The question is not whether Africa will regulate AI — it is whether the regulation will be built by the people it affects, or imposed from above by actors who do not understand the ground reality.

Toward an Inclusive Framework

An effective AI governance framework for Africa must be built on several foundations that diverge from the dominant global models:

1. Sovereignty-first regulation

African nations need the capacity to evaluate, audit, and where necessary block or modify AI systems deployed within their borders — regardless of where those systems were built. This requires investment in technical capacity at the national level, not just policy documents.

2. Continental coordination, local implementation

The African Union has a role to play in setting minimum standards and facilitating knowledge-sharing. However, implementation must remain national, adapted to local legal traditions, economic conditions, and cultural contexts. A one-size-fits-all continental framework would replicate the same problems as imported European models.

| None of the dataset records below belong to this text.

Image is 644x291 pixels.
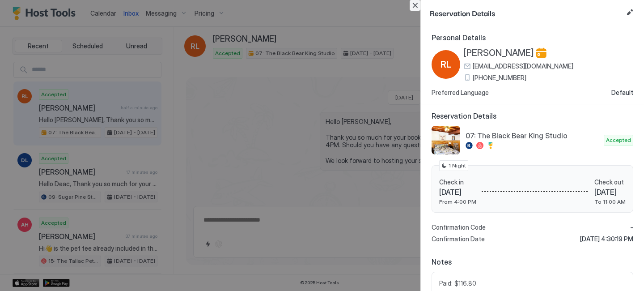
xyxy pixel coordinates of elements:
span: Reservation Details [432,111,633,120]
span: 1 Night [449,162,466,170]
button: Edit reservation [624,7,635,18]
span: [EMAIL_ADDRESS][DOMAIN_NAME] [473,62,573,70]
span: Reservation Details [430,7,622,18]
span: Notes [432,258,633,267]
span: [DATE] [439,188,476,197]
span: Check in [439,178,476,187]
span: Confirmation Date [432,235,485,243]
span: Preferred Language [432,89,489,97]
span: Personal Details [432,33,633,42]
span: RL [441,58,451,71]
span: Check out [594,178,626,187]
div: listing image [432,126,460,155]
span: [PHONE_NUMBER] [473,74,526,82]
span: [DATE] [594,188,626,197]
span: - [630,224,633,232]
span: From 4:00 PM [439,199,476,205]
span: [PERSON_NAME] [464,48,534,59]
span: [DATE] 4:30:19 PM [580,235,633,243]
span: Paid: $116.80 [439,280,626,288]
span: To 11:00 AM [594,199,626,205]
span: Accepted [606,136,631,145]
span: Default [612,89,633,97]
span: Confirmation Code [432,224,486,232]
span: 07: The Black Bear King Studio [465,131,600,140]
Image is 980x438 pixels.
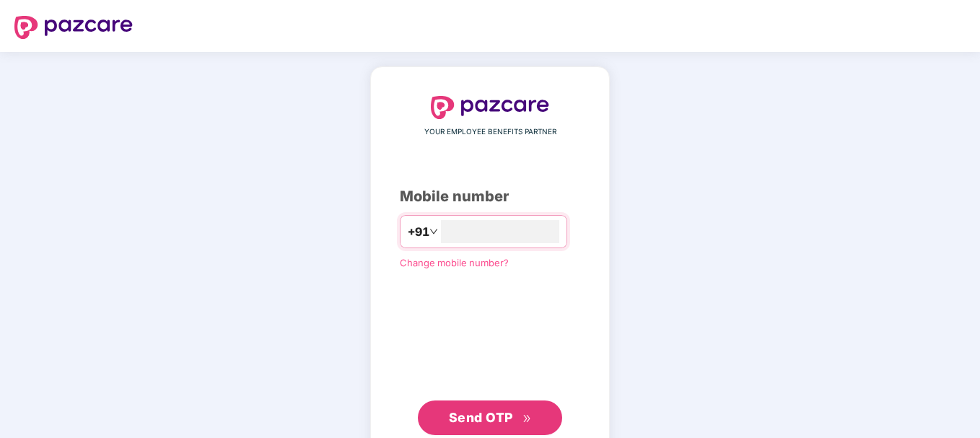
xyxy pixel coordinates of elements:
img: logo [14,16,133,39]
img: logo [431,96,549,119]
span: Send OTP [449,409,513,425]
span: YOUR EMPLOYEE BENEFITS PARTNER [424,126,557,137]
span: double-right [522,414,532,424]
button: Send OTPdouble-right [418,400,563,435]
span: down [430,227,438,236]
span: +91 [408,223,430,240]
div: Mobile number [400,185,581,208]
a: Change mobile number? [400,257,509,268]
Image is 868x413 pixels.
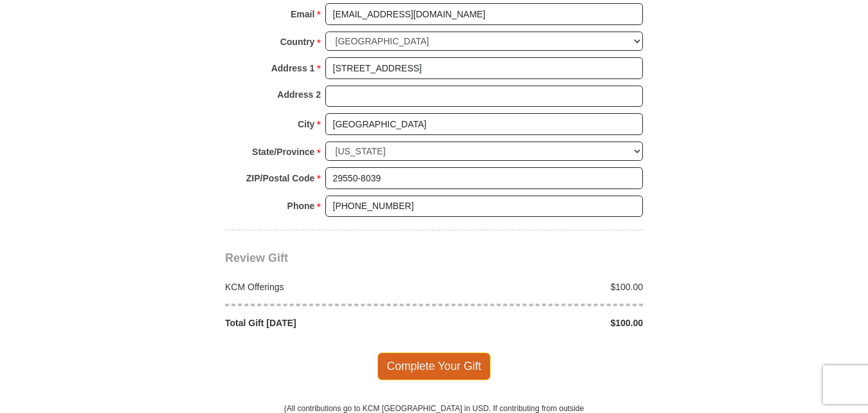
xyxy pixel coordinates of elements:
[271,59,315,77] strong: Address 1
[434,280,650,293] div: $100.00
[218,280,435,293] div: KCM Offerings
[218,317,435,330] div: Total Gift [DATE]
[298,115,315,133] strong: City
[225,252,288,265] span: Review Gift
[277,86,321,104] strong: Address 2
[252,143,315,161] strong: State/Province
[434,317,650,330] div: $100.00
[280,33,315,51] strong: Country
[378,353,492,380] span: Complete Your Gift
[288,197,315,215] strong: Phone
[247,169,315,188] strong: ZIP/Postal Code
[290,5,315,23] strong: Email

3. Youth-centered governance pipelines

Every national AI strategy should include a mechanism for integrating young professionals into governance processes — through fellowships, advisory roles, or structured consultation mechanisms. This is not about tokenism; it is about building the institutional muscle that will sustain governance efforts for decades. Programs like the TAI Fellowship demonstrate that when young professionals are given genuine access and training, they produce substantive policy contributions from day one.

4. Data governance as foundation

AI governance cannot exist without data governance. Many African countries lack comprehensive data protection legislation, let alone the sector-specific data regulations that responsible AI deployment requires. Building this infrastructure is a prerequisite, not an afterthought.

5. Multistakeholder input by design

Governance processes must structurally include civil society, academia, the private sector, and — critically — the communities most affected by AI deployment. This means conducting consultations in local languages, in accessible formats, and in locations beyond capital cities.

The Path Forward

The window for shaping Africa's AI governance trajectory is open, but it will not remain so indefinitely. As AI deployment accelerates, the absence of governance creates facts on the ground that become increasingly difficult to reverse. The companies deploying AI systems today are building market positions, user dependencies, and data advantages that will shape the landscape for years to come.

The most impactful investment any funder, government, or organization can make right now is in people — specifically, in the young African professionals who will carry this work forward long after any single policy document has been superseded. Building a pipeline of technically fluent, culturally grounded, globally connected policy leaders is not just one element of the solution. It is the foundation upon which everything else rests.

Africa's AI governance story is still being written. The question is who will hold the pen.